It's always good to steal insights from wherever you legitimately can. There's often more treasure in areas utterly different from your field of activity than in those that on the face of it fall into the same category.

I think that in the hedge fund business for example I've learnt more in recent years from choirs, alternative wine makers that break the rules, open source communities, the Rotary Club, observations of artistic scenes, pondering what the punk Tom Jennings told me back in the day, and so on than I have from competitors in my field.

I think each language community is founded on its own unique principles and trying to squash it onto a box that doesn't fit isn't going to go anywhere.

D doesn't need a big corporate sponsor. It already has some corporate sponsors and now there is a beginning made with the D Foundation and enterprise adoption across many different sectors it's just a matter of nourishing the beginning we have and helping it unfold.

The idea of any corporate sponsor having much luck with influencing the development of the language in a direction it doesn't want to go anyway is most entertaining to contemplate. Remedy Games asked for attributes I think - a really good idea - and even then there was grumbling. Not that I mind the grumbling.

You know money is valuable but creative energy and involvement is much more so, even though you can't eat the latter.

I am hoping in time that we would inspire others to see the benefits of being involved and I think that will happen.

ICO sponsorship or from divers companies across many domains - I know which one I think creates the best foundation for future success.

I did try funding bounty source but there doesn't seem to be much action there.

I hope Nim succeeds too - it looks like a nice language and it's an amazing accomplishment for a small core team. Languages are not after all in a battle to the death - life is not a zero-sum game.

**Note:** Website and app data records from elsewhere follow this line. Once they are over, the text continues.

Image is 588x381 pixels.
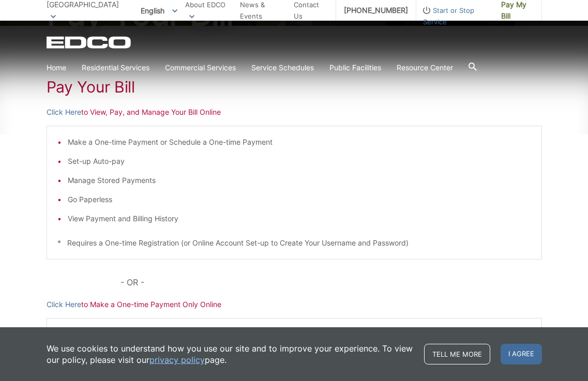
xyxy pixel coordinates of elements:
a: Residential Services [81,62,150,74]
li: Set-up Auto-pay [68,156,531,167]
a: Tell me more [424,343,490,365]
li: Go Paperless [68,194,531,205]
a: Service Schedules [251,62,314,74]
a: privacy policy [150,354,205,365]
p: * Requires a One-time Registration (or Online Account Set-up to Create Your Username and Password) [57,237,531,249]
a: Home [46,62,67,74]
a: Public Facilities [330,62,381,74]
li: Make a One-time Payment or Schedule a One-time Payment [68,136,531,148]
a: Resource Center [397,62,453,74]
p: We use cookies to understand how you use our site and to improve your experience. To view our pol... [46,343,414,365]
h1: Pay Your Bill [46,77,542,96]
p: to View, Pay, and Manage Your Bill Online [46,106,542,118]
a: EDCD logo. Return to the homepage. [46,36,132,49]
span: English [133,2,186,19]
li: Manage Stored Payments [68,174,531,186]
a: Click Here [46,106,81,118]
a: Click Here [46,299,81,310]
a: Commercial Services [165,62,236,74]
span: I agree [501,343,542,365]
p: - OR - [121,275,542,289]
li: View Payment and Billing History [68,213,531,225]
p: to Make a One-time Payment Only Online [46,299,542,310]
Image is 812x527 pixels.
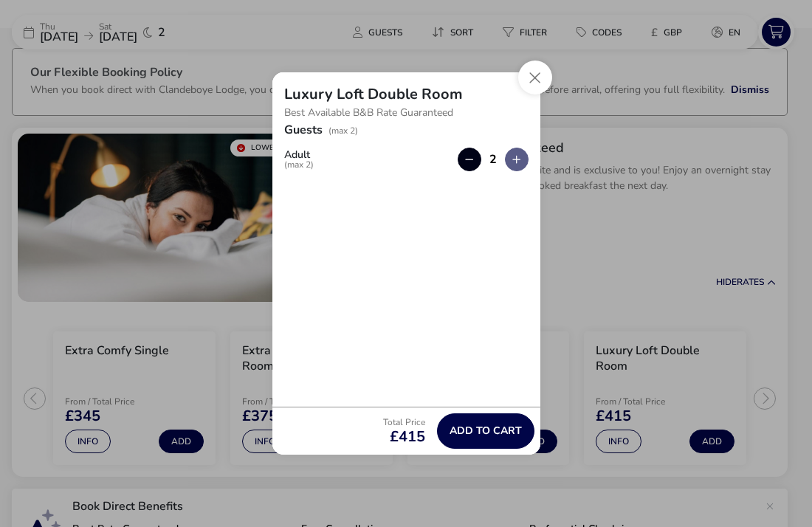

My biggest challenge right now is hiring more of the right kind of programmers given that it takes a lot of time to find them the conventional way and I would like to keep raising the bar and not lower it.

It's a firm where people matter so if someone wants to work on open source projects that are in a direction that helps the direction of the firm one day a week then it's something we can be open to for the right person.

And if we end up continuing to find more strong people via the D community then it's easy to justify increasing our contribution. Headhunters charge 20% of first year's salary, after all, and they mostly don't have good taste and it ends up taking a lot of time I don't have.

In a world where the system of credentials has broken down, what is left that still works? Focal points, resonance, sample work, and recognition by those who have reputation already.

Maybe in a decade we will be reminiscing about those wonderful times before people realised there are great jobs in D. Success ultimately attracts a different kind of person - every moment in time is good for some purpose.